The National Letter of Intent process has evolved over time from humble beginnings to an organized structure encompassing over 600 schools.

Colorado Buffaloes football signee Tyler henington signs his letter of intent during National Signing Day at Mullen High School on Wednesday, February 1, 2012 AAron Ontiveroz, The Denver Post Photo By AAron Ontiveroz/The Denver Post via Getty Images

The road to National Signing Day as we know it goes back to the beginnings of college football.

It’s hard to find a structured way the players were selected for the sport’s first game, though.

To be fair, there were barely rules to the sport in 1869, and most accounts say the first football game looked more like a cross between a soccer game and rugby scrum. Basically, Princeton and Rutgers just picked a bunch of able-bodied students from all walks of life, 25 a side.

Among the 50 men assembled on the field were future clergymen, a state senator, a future chief justice of the New Jersey Supreme Court, several veterans of the Civil War — both Confederate and Union soldiers — and a finalist in the first U.S. Open tennis tournament. Most were said to have been excellent athletes. The Princeton team members were larger; the Rutgers team members more agile.

Things continued in pretty much the same way for decades.

As we got into the early 1900s and the NCAA’s formation, the organization had a mandate.

It was born out of President Theodore Roosevelt’s directive to make the game safer, but it did set guidelines on athletic scholarships. Recruiting wasn’t really allowed by the rules, but it happened anyway. Hell, athletic scholarships weren’t even allowed.

The original NCAA embraced the amateur ideal, mandating that schools draw athletes from the general student body. Athletic scholarships didn’t exist at most schools. Leaders considered the act of giving a student financial aid on the basis of athletic ability to be as unethical as paying him a salary.

Players have always gotten a little bit of money on the side — this is college football after all.

In the 1930s during the height of the Great Depression, players who didn’t have the cash took jobs outside of school to support themselves.

The fact that players were getting taken care of under the table pushed the SEC to get together and agree to offer grant-in-aid scholarships for athletics in 1935.

But that was still not the ironclad document we know today.

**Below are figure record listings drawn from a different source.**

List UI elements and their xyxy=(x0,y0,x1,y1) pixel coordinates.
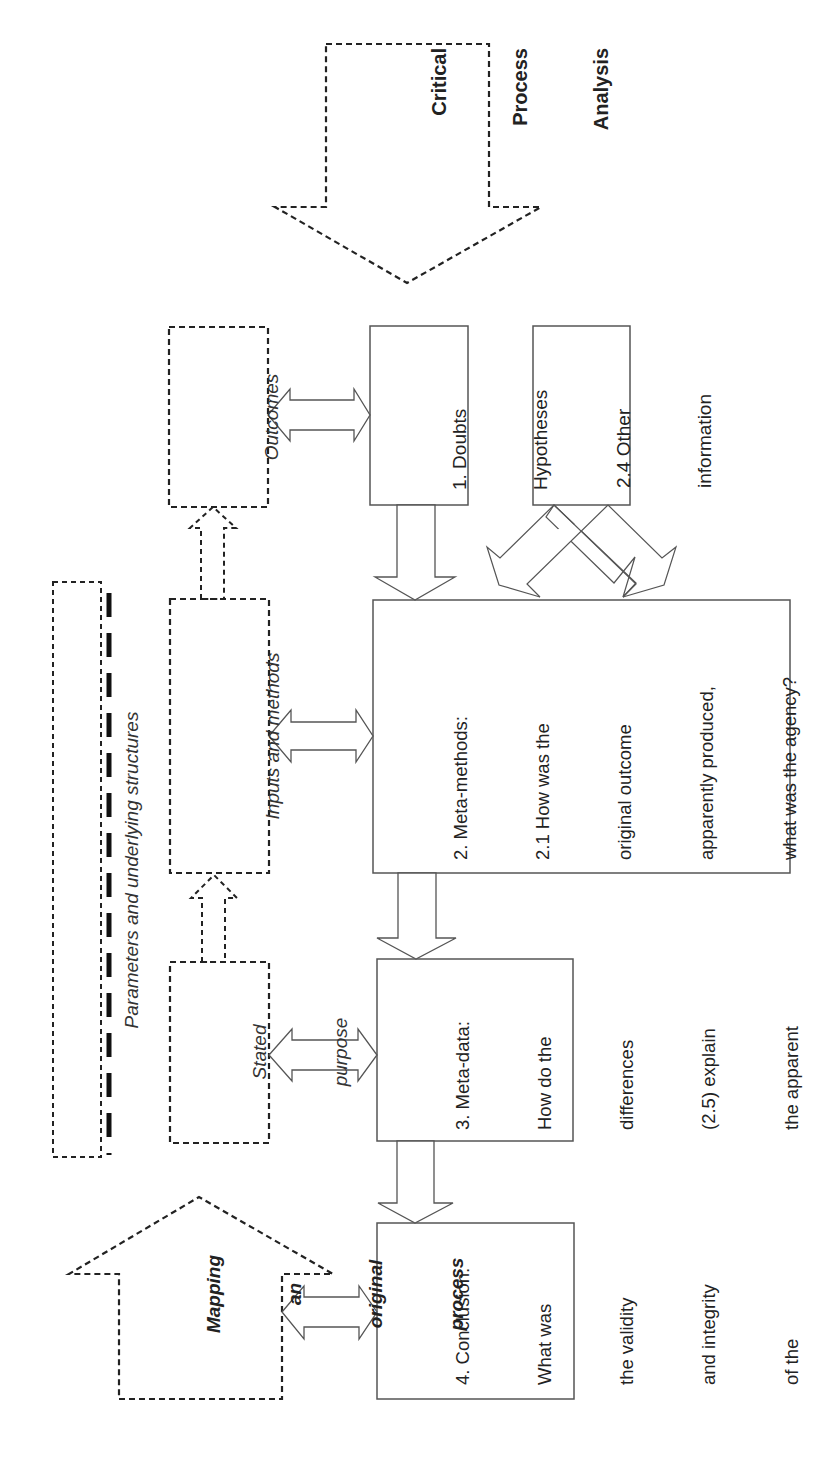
meta-methods-line-4: apparently produced, xyxy=(693,600,720,860)
doubts-line-1: 1. Doubts xyxy=(446,330,473,490)
meta-data-label: 3. Meta-data: How do the differences (2.… xyxy=(394,960,823,1130)
meta-methods-line-2: 2.1 How was the xyxy=(529,600,556,860)
conclusion-line-1: 4. Conclusion: xyxy=(449,1225,476,1385)
critical-line-3: Analysis xyxy=(588,48,615,208)
meta-methods-line-5: what was the agency? xyxy=(776,600,803,860)
meta-data-line-4: (2.5) explain xyxy=(695,960,722,1130)
stated-purpose-label: Stated purpose xyxy=(192,964,381,1140)
conclusion-line-2: What was xyxy=(531,1225,558,1385)
meta-methods-line-3: original outcome xyxy=(611,600,638,860)
critical-process-label: Critical Process Analysis xyxy=(372,48,642,208)
meta-data-line-5: the apparent xyxy=(778,960,805,1130)
conclusion-line-3: the validity xyxy=(613,1225,640,1385)
conclusion-label: 4. Conclusion: What was the validity and… xyxy=(394,1225,823,1385)
outcomes-label: Outcomes xyxy=(204,331,312,503)
dashed-up-arrow-inputs-to-outcomes xyxy=(190,507,236,599)
parameters-text: Parameters and underlying structures xyxy=(118,610,145,1130)
outcomes-text: Outcomes xyxy=(258,331,285,503)
stated-line-1: Stated xyxy=(246,964,273,1140)
mapping-line-2: an xyxy=(281,1224,308,1364)
mapping-line-1: Mapping xyxy=(200,1224,227,1364)
critical-line-2: Process xyxy=(507,48,534,208)
parameters-label: Parameters and underlying structures xyxy=(64,610,172,1130)
meta-data-line-3: differences xyxy=(613,960,640,1130)
other-info-label: 2.4 Other information xyxy=(556,328,745,488)
meta-methods-line-1: 2. Meta-methods: xyxy=(447,600,474,860)
inputs-text: Inputs and methods xyxy=(259,606,286,866)
doubts-label: 1. Doubts Hypotheses xyxy=(392,330,581,490)
down-arrow-meta-data-to-conclusion xyxy=(378,1141,453,1223)
other-line-1: 2.4 Other xyxy=(610,328,637,488)
meta-data-line-1: 3. Meta-data: xyxy=(449,960,476,1130)
inputs-label: Inputs and methods xyxy=(205,606,313,866)
other-line-2: information xyxy=(691,328,718,488)
stated-line-2: purpose xyxy=(327,964,354,1140)
down-arrow-meta-methods-to-meta-data xyxy=(377,873,456,959)
meta-data-line-2: How do the xyxy=(531,960,558,1130)
meta-methods-label: 2. Meta-methods: 2.1 How was the origina… xyxy=(392,600,823,860)
dashed-up-arrow-stated-to-inputs xyxy=(191,875,237,962)
critical-line-1: Critical xyxy=(426,48,453,208)
conclusion-line-5: of the xyxy=(778,1225,805,1385)
mapping-line-3: original xyxy=(362,1224,389,1364)
doubts-line-2: Hypotheses xyxy=(527,330,554,490)
conclusion-line-4: and integrity xyxy=(695,1225,722,1385)
down-arrow-doubts-to-meta-methods xyxy=(375,505,455,600)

The National Letter of Intent came around in 1964, when the former president of Texas Tech, Dr. J. William Davis, created the NLI through the Collegiate Commissioners Association. It was an agreement between player and school that other schools had to honor and stop their pursuit of the athlete.

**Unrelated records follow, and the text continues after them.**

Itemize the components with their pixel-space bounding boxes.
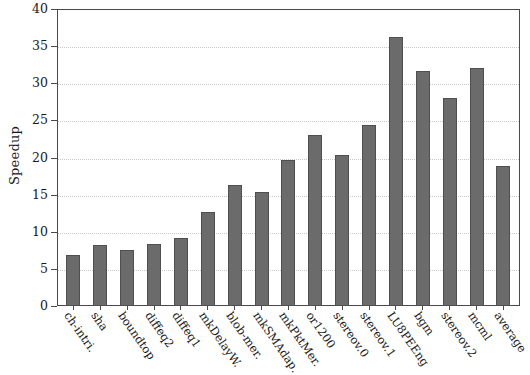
bar-slot	[409, 9, 436, 306]
x-label-slot: ch-intri.	[60, 309, 87, 371]
bar-slot	[490, 9, 517, 306]
bar[interactable]	[120, 250, 134, 306]
y-axis-tick-label: 40	[8, 3, 48, 16]
bar[interactable]	[335, 155, 349, 306]
bar-slot	[114, 9, 141, 306]
x-axis-label: average	[492, 310, 528, 355]
x-label-slot: mkSMAdap.	[248, 309, 275, 371]
bar-slot	[194, 9, 221, 306]
bar[interactable]	[389, 37, 403, 306]
bar[interactable]	[228, 185, 242, 306]
x-axis-label: sha	[89, 310, 110, 333]
bar-slot	[463, 9, 490, 306]
y-axis-tick-label: 35	[8, 40, 48, 53]
bar-slot	[329, 9, 356, 306]
bar[interactable]	[496, 166, 510, 306]
x-label-slot: mcml	[463, 309, 490, 371]
bar[interactable]	[362, 125, 376, 306]
bar-slot	[436, 9, 463, 306]
x-label-slot: mkDelayW.	[194, 309, 221, 371]
x-axis-labels: ch-intri.shaboundtopdiffeq2diffeq1mkDela…	[57, 309, 520, 371]
y-axis-tick-label: 5	[8, 263, 48, 276]
x-label-slot: stereov.1	[356, 309, 383, 371]
x-axis-label: bgm	[411, 310, 435, 338]
bar-slot	[356, 9, 383, 306]
x-label-slot: blob-mer.	[221, 309, 248, 371]
bar[interactable]	[93, 245, 107, 306]
bar-slot	[302, 9, 329, 306]
bar[interactable]	[201, 212, 215, 306]
x-label-slot: boundtop	[114, 309, 141, 371]
bar[interactable]	[281, 160, 295, 306]
bar[interactable]	[470, 68, 484, 306]
bar[interactable]	[416, 71, 430, 306]
bar[interactable]	[147, 244, 161, 306]
x-label-slot: LU8PEEng	[383, 309, 410, 371]
y-axis-tick-label: 0	[8, 300, 48, 313]
bar-slot	[87, 9, 114, 306]
bar-slot	[60, 9, 87, 306]
y-axis-tick-label: 25	[8, 114, 48, 127]
bars-container	[57, 9, 520, 306]
x-label-slot: diffeq1	[168, 309, 195, 371]
bar-slot	[168, 9, 195, 306]
y-axis-tick-label: 15	[8, 189, 48, 202]
y-axis-tick-label: 20	[8, 152, 48, 165]
x-label-slot: diffeq2	[141, 309, 168, 371]
x-label-slot: stereov.2	[436, 309, 463, 371]
bar[interactable]	[66, 255, 80, 306]
x-label-slot: sha	[87, 309, 114, 371]
bar-slot	[141, 9, 168, 306]
x-label-slot: stereov.0	[329, 309, 356, 371]
x-label-slot: bgm	[409, 309, 436, 371]
x-label-slot: or1200	[302, 309, 329, 371]
bar[interactable]	[443, 98, 457, 306]
bar[interactable]	[174, 238, 188, 306]
bar-slot	[248, 9, 275, 306]
bar[interactable]	[308, 135, 322, 306]
x-axis-label: mcml	[465, 310, 493, 343]
bar-slot	[383, 9, 410, 306]
bar-slot	[221, 9, 248, 306]
x-label-slot: mkPktMer.	[275, 309, 302, 371]
y-axis-tick-label: 10	[8, 226, 48, 239]
x-label-slot: average	[490, 309, 517, 371]
bar-slot	[275, 9, 302, 306]
bar[interactable]	[255, 192, 269, 306]
y-axis-tick-label: 30	[8, 77, 48, 90]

The need for an NLI at that point came from stories of teams stealing players enrolled at other schools. After small schools opposed the first version in 1962, a version passed in 1964.

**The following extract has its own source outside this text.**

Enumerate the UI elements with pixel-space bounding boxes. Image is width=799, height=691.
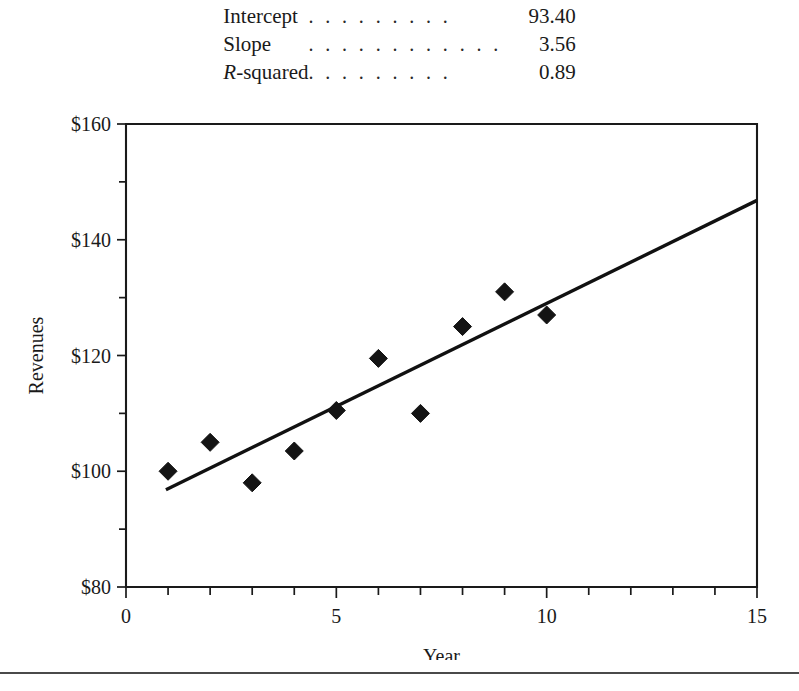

The NLI includes the top two levels of college sports, but Division III does not offer athletic scholarships.

The NLI’s come a long way since its humble beginnings.

The NCAA manages the daily operations of the NLI program while the Collegiate Commissioners Association (CCA) provides governance oversight of the program. Started in 1964 with seven conferences and eight independent institutions, the program now includes 650 Division I and Division II participating institutions.

Since its inception, some of the more finicky rules surrounding it have come around. Players can’t send one until 7 a.m. local time, it must be faxed, and coaches can’t talk about a player in public until it’s been received. NLIs also used to be just for football, but other sports now have their own signing periods and tailored NLIs.

Football’s Early Signing Period, which we had for the first time this past December, opens up a three-day stretch before Christmas when players who know what they want to do can lock things up shortly after their senior seasons. Football was the last to come around to the early period, meaning the sport that was the main reason for the NLI became the last to adopt its most recent evolution.

Fun fact: the sport’s best recruits don’t really have a need to sign NLIs.

The most important thing to note about an NLI is it is not by itself an athletic scholarship, and it certainly doesn’t guarantee a scholarship will be honored for any amount of time.

If you’re the No. 1 recruit in the country, a school will keep a scholarship spot open for you whether you sign the NLI or not, because you possess the leverage of irreplaceable skill. But since the vast majority of recruits don’t have that, the NLI structure will continue.

Youngstown State coach Bo Pelini has suggested abolishing Signing Day altogether to let NLIs get signed at any point, but that likely won’t happen. The most probable immediate change in the NLI process will probably come in continuing to relax how players can get released from their signatures.